Emergent Mind

Abstract

Longitudinal data tracking under Local Differential Privacy (LDP) is a challenging task. Baseline solutions that repeatedly invoke a protocol designed for one-time computation lead to linear decay in the privacy or utility guarantee with respect to the number of computations. To avoid this, the recent approach of Erlingsson et al. (2020) exploits the potential sparsity of user data that changes only infrequently. Their protocol targets the fundamental problem of frequency estimation protocol for longitudinal binary data, with $\ell_\infty$ error of $O ( (1 / \epsilon) \cdot (\log d){3 / 2} \cdot k \cdot \sqrt{ n \cdot \log ( d / \beta ) } )$, where $\epsilon$ is the privacy budget, $d$ is the number of time periods, $k$ is the maximum number of changes of user data, and $\beta$ is the failure probability. Notably, the error bound scales polylogarithmically with $d$, but linearly with $k$. In this paper, we break through the linear dependence on $k$ in the estimation error. Our new protocol has error $O ( (1 / \epsilon) \cdot (\log d) \cdot \sqrt{ k \cdot n \cdot \log ( d / \beta ) } )$, matching the lower bound up to a logarithmic factor. The protocol is an online one, that outputs an estimate at each time period. The key breakthrough is a new randomizer for sequential data, FutureRand, with two key features. The first is a composition strategy that correlates the noise across the non-zero elements of the sequence. The second is a pre-computation technique which, by exploiting the symmetry of input space, enables the randomizer to output the results on the fly, without knowing future inputs. Our protocol closes the error gap between existing online and offline algorithms.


Leaving out all images, return the entries below exactly.

►

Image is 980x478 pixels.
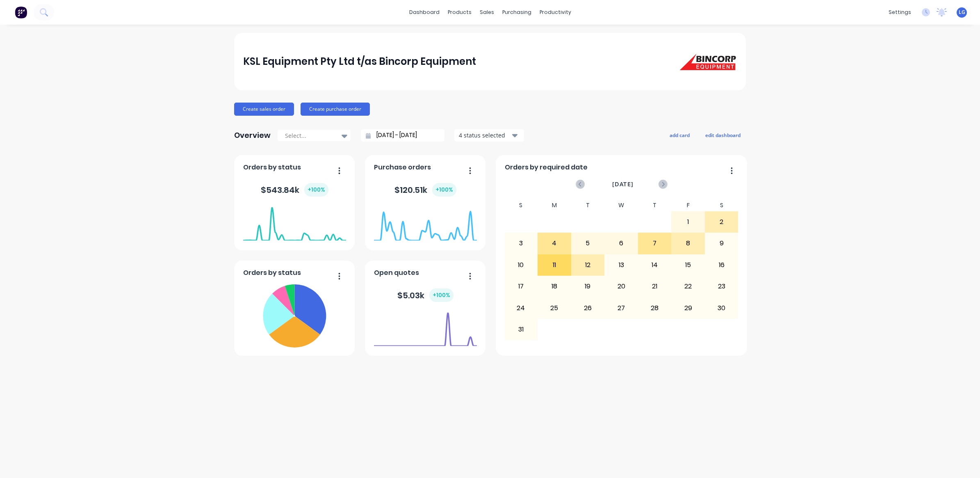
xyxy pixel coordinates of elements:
div: productivity [535,6,576,18]
span: Purchase orders [374,163,431,173]
span: Orders by status [243,163,301,173]
div: 4 status selected [459,131,510,140]
div: $ 5.03k [397,288,453,302]
div: $ 543.84k [260,183,328,197]
div: 14 [639,255,671,275]
div: Overview [234,127,270,144]
div: $ 120.51k [395,183,456,197]
div: products [443,6,476,18]
div: 20 [604,277,637,297]
div: M [537,199,571,211]
div: S [504,199,538,211]
div: KSL Equipment Pty Ltd t/as Bincorp Equipment [243,53,476,70]
div: T [638,199,672,211]
div: 10 [504,255,537,275]
button: 4 status selected [454,129,524,142]
div: + 100 % [305,183,328,197]
div: 28 [639,298,671,318]
div: 9 [705,233,738,253]
button: Create purchase order [301,103,370,116]
div: + 100 % [429,288,453,302]
div: 17 [504,277,537,297]
div: sales [476,6,498,18]
div: 21 [639,277,671,297]
div: 15 [672,255,704,275]
div: 29 [672,298,704,318]
span: Orders by required date [504,163,587,173]
div: 6 [604,233,637,253]
img: KSL Equipment Pty Ltd t/as Bincorp Equipment [679,53,737,70]
div: 8 [672,233,704,253]
div: 31 [504,319,537,340]
span: [DATE] [612,180,633,189]
div: 30 [705,298,738,318]
div: 5 [572,233,604,253]
div: 13 [604,255,637,275]
div: 22 [672,277,704,297]
div: 23 [705,277,738,297]
img: Factory [14,6,27,18]
div: T [571,199,604,211]
button: add card [664,130,695,140]
div: 18 [538,277,571,297]
div: purchasing [498,6,535,18]
a: dashboard [405,6,443,18]
div: F [671,199,705,211]
div: 12 [572,255,604,275]
div: S [705,199,739,211]
div: 11 [538,255,571,275]
div: + 100 % [432,183,456,197]
span: Open quotes [374,268,419,278]
div: 4 [538,233,571,253]
button: Create sales order [234,103,294,116]
div: 25 [538,298,571,318]
div: 7 [639,233,671,253]
div: 27 [604,298,637,318]
span: LG [958,9,965,16]
div: 26 [572,298,604,318]
div: 2 [705,212,738,232]
div: 1 [672,212,704,232]
div: settings [885,6,915,18]
div: 16 [705,255,738,275]
button: edit dashboard [700,130,746,140]
div: 24 [504,298,537,318]
div: W [604,199,638,211]
div: 19 [572,277,604,297]
div: 3 [504,233,537,253]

◄

# SOLUTION TO THE EXERCISE
Image is 980x478 pixels.
xyxy pixel coordinates of elements:
div: productivity [535,6,576,18]
span: Purchase orders [374,163,431,173]
span: Orders by status [243,163,301,173]
div: 4 status selected [459,131,510,140]
div: $ 5.03k [397,288,453,302]
div: $ 543.84k [260,183,328,197]
div: 14 [639,255,671,275]
div: Overview [234,127,270,144]
div: $ 120.51k [395,183,456,197]
div: products [443,6,476,18]
div: 20 [604,277,637,297]
div: M [537,199,571,211]
div: S [504,199,538,211]
div: KSL Equipment Pty Ltd t/as Bincorp Equipment [243,53,476,70]
div: T [638,199,672,211]
div: 10 [504,255,537,275]
button: 4 status selected [454,129,524,142]
div: + 100 % [305,183,328,197]
div: 28 [639,298,671,318]
div: 9 [705,233,738,253]
button: Create purchase order [301,103,370,116]
div: + 100 % [429,288,453,302]
div: 17 [504,277,537,297]
div: sales [476,6,498,18]
div: 21 [639,277,671,297]
div: 15 [672,255,704,275]
div: 29 [672,298,704,318]
span: Orders by required date [504,163,587,173]
div: 6 [604,233,637,253]
img: KSL Equipment Pty Ltd t/as Bincorp Equipment [679,53,737,70]
div: 8 [672,233,704,253]
div: 31 [504,319,537,340]
span: [DATE] [612,180,633,189]
div: 30 [705,298,738,318]
div: 5 [572,233,604,253]
div: 13 [604,255,637,275]
div: 22 [672,277,704,297]
div: 23 [705,277,738,297]
img: Factory [14,6,27,18]
div: T [571,199,604,211]
button: add card [664,130,695,140]
div: 18 [538,277,571,297]
div: purchasing [498,6,535,18]
a: dashboard [405,6,443,18]
div: F [671,199,705,211]
div: 12 [572,255,604,275]
div: S [705,199,739,211]
div: 11 [538,255,571,275]
div: + 100 % [432,183,456,197]
span: Open quotes [374,268,419,278]
div: 4 [538,233,571,253]
button: Create sales order [234,103,294,116]
div: 25 [538,298,571,318]
div: 7 [639,233,671,253]
div: 27 [604,298,637,318]
span: LG [958,9,965,16]
div: 26 [572,298,604,318]
div: 2 [705,212,738,232]
div: 1 [672,212,704,232]
div: settings [885,6,915,18]
div: 16 [705,255,738,275]
button: edit dashboard [700,130,746,140]
div: 24 [504,298,537,318]
div: W [604,199,638,211]
div: 19 [572,277,604,297]
div: 3 [504,233,537,253]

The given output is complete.